Friday, March 29, 2024

Antarctic Circumpolar Current: How Earth’s most powerful ocean current changed over the past 5.3 million years

Recommendable, but you have to discount the climate change garbage contained in the article!

Fact is we still know so very little about what goes on in our vast oceans not to mention its effects on climate over time! It is actually shocking how little we know about our oceans in the 21st century, it is like terra incognita! This reason alone disqualifies already any Global Warming and Climate Change propaganda and demagoguery!

This study also only scratches in tiny ways the surface of our understanding of oceanology! Anything else is pretense of knowledge!

"The Antarctic Circumpolar Current is the most powerful current system on Earth. It moves 100 times as much water as all the Earth’s rivers combined in a circular current that flows clockwise around Antarctica.

In recent decades the ACC has been speeding up, but scientists have been unsure whether this increase is connected to human-induced global warming.

Now, new research indicates that the ACC slowed down during cold glacial periods in the past and gained speed during warm interglacial times – these speedups also correlate with major losses of Antarctica’s ice.
“The ACC has a major influence on heat distribution and CO2 storage in the ocean,” ..."

"... The Antarctic Circumpolar Current plays an important part in global overturning circulation, the exchange of heat and CO2 between the ocean and atmosphere, and the stability of Antarctica’s ice sheets. An international research team led by the Alfred Wegener Institute and the Lamont-Doherty Earth Observatory have now used sediments taken from the South Pacific to reconstruct the flow speed in the last 5.3 million years. Their data show that during glacial periods, the current slowed; during interglacials, it accelerated. Consequently, if the current global warming intensifies in the future, it could mean that the Southern Ocean stores less CO2 and that more heat reaches Antarctica. The study was just released in the journal Nature. ..."

From the abstract:
"The Antarctic Circumpolar Current (ACC) represents the world’s largest ocean-current system and affects global ocean circulation, climate and Antarctic ice-sheet stability. Today, ACC dynamics are controlled by atmospheric forcing, oceanic density gradients and eddy activity. Whereas palaeoceanographic reconstructions exhibit regional heterogeneity in ACC position and strength over Pleistocene glacial–interglacial cycles, the long-term evolution of the ACC is poorly known. Here we document changes in ACC strength from sediment cores in the Pacific Southern Ocean. We find no linear long-term trend in ACC flow since 5.3 million years ago (Ma), in contrast to global cooling and increasing global ice volume. Instead, we observe a reversal on a million-year timescale, from increasing ACC strength during Pliocene global cooling to a subsequent decrease with further Early Pleistocene cooling. This shift in the ACC regime coincided with a Southern Ocean reconfiguration that altered the sensitivity of the ACC to atmospheric and oceanic forcings. We find ACC strength changes to be closely linked to 400,000-year eccentricity cycles, probably originating from modulation of precessional changes in the South Pacific jet stream linked to tropical Pacific temperature variability. A persistent link between weaker ACC flow, equatorward-shifted opal deposition and reduced atmospheric CO2 during glacial periods first emerged during the Mid-Pleistocene Transition (MPT). The strongest ACC flow occurred during warmer-than-present intervals of the Plio-Pleistocene, providing evidence of potentially increasing ACC flow with future climate warming."

Earth’s most powerful ocean current changed with the climate

Evolution of the most powerful ocean current on Earth (original press release) Ocean sediment cores reveal climate-related fluctuations in the Antarctic Circumpolar Current in past epochs


Driven by powerful winds, the Antarctic Circumpolar Current swirls clockwise around the southern continent. Hotter colors represent higher velocities; red dots are drill sites.

Fig. 2: ACC strength changes over the past three glacial cycles (records along north–south transects from the SAZ to the AZ and west–east across the EPR in the SAZ) compared with Antarctic ice-core temperature and atmospheric CO2 records.

Fig. 5: Schematic illustrating key atmospheric and oceanic processes influencing million-year trends in ACC strength.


Retype the records exactly, with nothing added or dropped.

============

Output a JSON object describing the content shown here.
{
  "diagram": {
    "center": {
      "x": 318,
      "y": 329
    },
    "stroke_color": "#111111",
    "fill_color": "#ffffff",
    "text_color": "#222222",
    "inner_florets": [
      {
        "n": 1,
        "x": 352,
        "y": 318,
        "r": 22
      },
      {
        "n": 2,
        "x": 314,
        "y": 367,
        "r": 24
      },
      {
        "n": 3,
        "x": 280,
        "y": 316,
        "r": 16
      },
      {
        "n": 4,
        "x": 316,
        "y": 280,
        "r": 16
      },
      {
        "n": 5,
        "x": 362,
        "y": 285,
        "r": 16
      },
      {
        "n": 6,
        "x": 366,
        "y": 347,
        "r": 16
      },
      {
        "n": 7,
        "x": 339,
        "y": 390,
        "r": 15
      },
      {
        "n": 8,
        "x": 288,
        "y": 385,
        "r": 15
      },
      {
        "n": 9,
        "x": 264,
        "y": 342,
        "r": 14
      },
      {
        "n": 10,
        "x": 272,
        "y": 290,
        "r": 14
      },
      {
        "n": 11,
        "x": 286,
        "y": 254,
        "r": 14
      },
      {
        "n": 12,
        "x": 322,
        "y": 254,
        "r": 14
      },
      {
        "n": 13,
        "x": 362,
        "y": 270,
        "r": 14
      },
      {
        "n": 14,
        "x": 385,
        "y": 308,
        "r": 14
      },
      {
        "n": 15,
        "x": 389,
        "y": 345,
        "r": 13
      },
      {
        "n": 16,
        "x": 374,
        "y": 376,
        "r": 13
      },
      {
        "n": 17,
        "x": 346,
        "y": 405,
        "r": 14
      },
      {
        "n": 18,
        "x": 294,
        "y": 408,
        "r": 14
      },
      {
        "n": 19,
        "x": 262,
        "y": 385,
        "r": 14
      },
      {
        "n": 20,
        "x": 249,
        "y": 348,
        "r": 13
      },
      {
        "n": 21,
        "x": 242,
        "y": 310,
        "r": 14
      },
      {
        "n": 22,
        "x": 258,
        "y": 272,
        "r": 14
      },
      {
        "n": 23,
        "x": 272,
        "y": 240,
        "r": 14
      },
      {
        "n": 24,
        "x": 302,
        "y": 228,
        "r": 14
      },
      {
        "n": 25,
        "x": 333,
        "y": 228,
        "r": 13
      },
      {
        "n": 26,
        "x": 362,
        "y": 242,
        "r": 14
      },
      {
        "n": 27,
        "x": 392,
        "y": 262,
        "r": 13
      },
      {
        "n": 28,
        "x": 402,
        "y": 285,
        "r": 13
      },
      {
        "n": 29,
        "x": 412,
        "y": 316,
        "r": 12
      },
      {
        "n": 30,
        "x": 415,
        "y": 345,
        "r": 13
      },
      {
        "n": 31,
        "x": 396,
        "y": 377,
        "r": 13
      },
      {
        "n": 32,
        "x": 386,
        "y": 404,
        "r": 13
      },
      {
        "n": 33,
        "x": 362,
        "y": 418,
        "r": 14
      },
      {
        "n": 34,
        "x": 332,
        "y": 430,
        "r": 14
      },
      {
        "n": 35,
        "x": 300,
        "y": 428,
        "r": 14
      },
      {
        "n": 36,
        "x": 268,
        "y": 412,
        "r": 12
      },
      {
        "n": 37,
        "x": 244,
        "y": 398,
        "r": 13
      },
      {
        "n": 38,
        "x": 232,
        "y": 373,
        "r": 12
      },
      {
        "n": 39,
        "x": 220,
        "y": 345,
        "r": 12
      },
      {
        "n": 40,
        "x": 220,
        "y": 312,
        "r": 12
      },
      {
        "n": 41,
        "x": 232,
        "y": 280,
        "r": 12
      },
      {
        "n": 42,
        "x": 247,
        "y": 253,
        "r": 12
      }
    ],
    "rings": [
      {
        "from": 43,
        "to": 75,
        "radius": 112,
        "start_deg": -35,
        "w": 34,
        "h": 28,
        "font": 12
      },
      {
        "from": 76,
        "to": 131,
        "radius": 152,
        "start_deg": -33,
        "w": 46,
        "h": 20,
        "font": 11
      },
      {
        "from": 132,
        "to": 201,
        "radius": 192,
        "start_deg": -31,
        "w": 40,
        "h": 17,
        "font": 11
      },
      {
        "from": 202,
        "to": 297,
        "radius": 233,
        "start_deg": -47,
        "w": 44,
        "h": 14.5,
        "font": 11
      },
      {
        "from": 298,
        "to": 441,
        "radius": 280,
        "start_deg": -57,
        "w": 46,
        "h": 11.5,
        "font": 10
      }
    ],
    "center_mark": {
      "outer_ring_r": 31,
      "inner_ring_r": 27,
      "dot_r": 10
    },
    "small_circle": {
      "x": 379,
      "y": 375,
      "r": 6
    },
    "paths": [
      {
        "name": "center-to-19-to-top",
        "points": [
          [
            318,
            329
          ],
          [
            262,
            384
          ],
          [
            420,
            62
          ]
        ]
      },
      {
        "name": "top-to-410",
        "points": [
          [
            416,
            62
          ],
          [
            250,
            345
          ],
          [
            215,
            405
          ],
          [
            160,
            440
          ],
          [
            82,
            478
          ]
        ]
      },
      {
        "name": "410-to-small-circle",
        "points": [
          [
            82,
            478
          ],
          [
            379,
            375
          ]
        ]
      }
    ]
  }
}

============

▶ [Exercise answer]:
Output a JSON object describing the content shown here.
{
  "diagram": {
    "center": {
      "x": 318,
      "y": 329
    },
    "stroke_color": "#111111",
    "fill_color": "#ffffff",
    "text_color": "#222222",
    "inner_florets": [
      {
        "n": 1,
        "x": 352,
        "y": 318,
        "r": 22
      },
      {
        "n": 2,
        "x": 314,
        "y": 367,
        "r": 24
      },
      {
        "n": 3,
        "x": 280,
        "y": 316,
        "r": 16
      },
      {
        "n": 4,
        "x": 316,
        "y": 280,
        "r": 16
      },
      {
        "n": 5,
        "x": 362,
        "y": 285,
        "r": 16
      },
      {
        "n": 6,
        "x": 366,
        "y": 347,
        "r": 16
      },
      {
        "n": 7,
        "x": 339,
        "y": 390,
        "r": 15
      },
      {
        "n": 8,
        "x": 288,
        "y": 385,
        "r": 15
      },
      {
        "n": 9,
        "x": 264,
        "y": 342,
        "r": 14
      },
      {
        "n": 10,
        "x": 272,
        "y": 290,
        "r": 14
      },
      {
        "n": 11,
        "x": 286,
        "y": 254,
        "r": 14
      },
      {
        "n": 12,
        "x": 322,
        "y": 254,
        "r": 14
      },
      {
        "n": 13,
        "x": 362,
        "y": 270,
        "r": 14
      },
      {
        "n": 14,
        "x": 385,
        "y": 308,
        "r": 14
      },
      {
        "n": 15,
        "x": 389,
        "y": 345,
        "r": 13
      },
      {
        "n": 16,
        "x": 374,
        "y": 376,
        "r": 13
      },
      {
        "n": 17,
        "x": 346,
        "y": 405,
        "r": 14
      },
      {
        "n": 18,
        "x": 294,
        "y": 408,
        "r": 14
      },
      {
        "n": 19,
        "x": 262,
        "y": 385,
        "r": 14
      },
      {
        "n": 20,
        "x": 249,
        "y": 348,
        "r": 13
      },
      {
        "n": 21,
        "x": 242,
        "y": 310,
        "r": 14
      },
      {
        "n": 22,
        "x": 258,
        "y": 272,
        "r": 14
      },
      {
        "n": 23,
        "x": 272,
        "y": 240,
        "r": 14
      },
      {
        "n": 24,
        "x": 302,
        "y": 228,
        "r": 14
      },
      {
        "n": 25,
        "x": 333,
        "y": 228,
        "r": 13
      },
      {
        "n": 26,
        "x": 362,
        "y": 242,
        "r": 14
      },
      {
        "n": 27,
        "x": 392,
        "y": 262,
        "r": 13
      },
      {
        "n": 28,
        "x": 402,
        "y": 285,
        "r": 13
      },
      {
        "n": 29,
        "x": 412,
        "y": 316,
        "r": 12
      },
      {
        "n": 30,
        "x": 415,
        "y": 345,
        "r": 13
      },
      {
        "n": 31,
        "x": 396,
        "y": 377,
        "r": 13
      },
      {
        "n": 32,
        "x": 386,
        "y": 404,
        "r": 13
      },
      {
        "n": 33,
        "x": 362,
        "y": 418,
        "r": 14
      },
      {
        "n": 34,
        "x": 332,
        "y": 430,
        "r": 14
      },
      {
        "n": 35,
        "x": 300,
        "y": 428,
        "r": 14
      },
      {
        "n": 36,
        "x": 268,
        "y": 412,
        "r": 12
      },
      {
        "n": 37,
        "x": 244,
        "y": 398,
        "r": 13
      },
      {
        "n": 38,
        "x": 232,
        "y": 373,
        "r": 12
      },
      {
        "n": 39,
        "x": 220,
        "y": 345,
        "r": 12
      },
      {
        "n": 40,
        "x": 220,
        "y": 312,
        "r": 12
      },
      {
        "n": 41,
        "x": 232,
        "y": 280,
        "r": 12
      },
      {
        "n": 42,
        "x": 247,
        "y": 253,
        "r": 12
      }
    ],
    "rings": [
      {
        "from": 43,
        "to": 75,
        "radius": 112,
        "start_deg": -35,
        "w": 34,
        "h": 28,
        "font": 12
      },
      {
        "from": 76,
        "to": 131,
        "radius": 152,
        "start_deg": -33,
        "w": 46,
        "h": 20,
        "font": 11
      },
      {
        "from": 132,
        "to": 201,
        "radius": 192,
        "start_deg": -31,
        "w": 40,
        "h": 17,
        "font": 11
      },
      {
        "from": 202,
        "to": 297,
        "radius": 233,
        "start_deg": -47,
        "w": 44,
        "h": 14.5,
        "font": 11
      },
      {
        "from": 298,
        "to": 441,
        "radius": 280,
        "start_deg": -57,
        "w": 46,
        "h": 11.5,
        "font": 10
      }
    ],
    "center_mark": {
      "outer_ring_r": 31,
      "inner_ring_r": 27,
      "dot_r": 10
    },
    "small_circle": {
      "x": 379,
      "y": 375,
      "r": 6
    },
    "paths": [
      {
        "name": "center-to-19-to-top",
        "points": [
          [
            318,
            329
          ],
          [
            262,
            384
          ],
          [
            420,
            62
          ]
        ]
      },
      {
        "name": "top-to-410",
        "points": [
          [
            416,
            62
          ],
          [
            250,
            345
          ],
          [
            215,
            405
          ],
          [
            160,
            440
          ],
          [
            82,
            478
          ]
        ]
      },
      {
        "name": "410-to-small-circle",
        "points": [
          [
            82,
            478
          ],
          [
            379,
            375
          ]
        ]
      }
    ]
  }
}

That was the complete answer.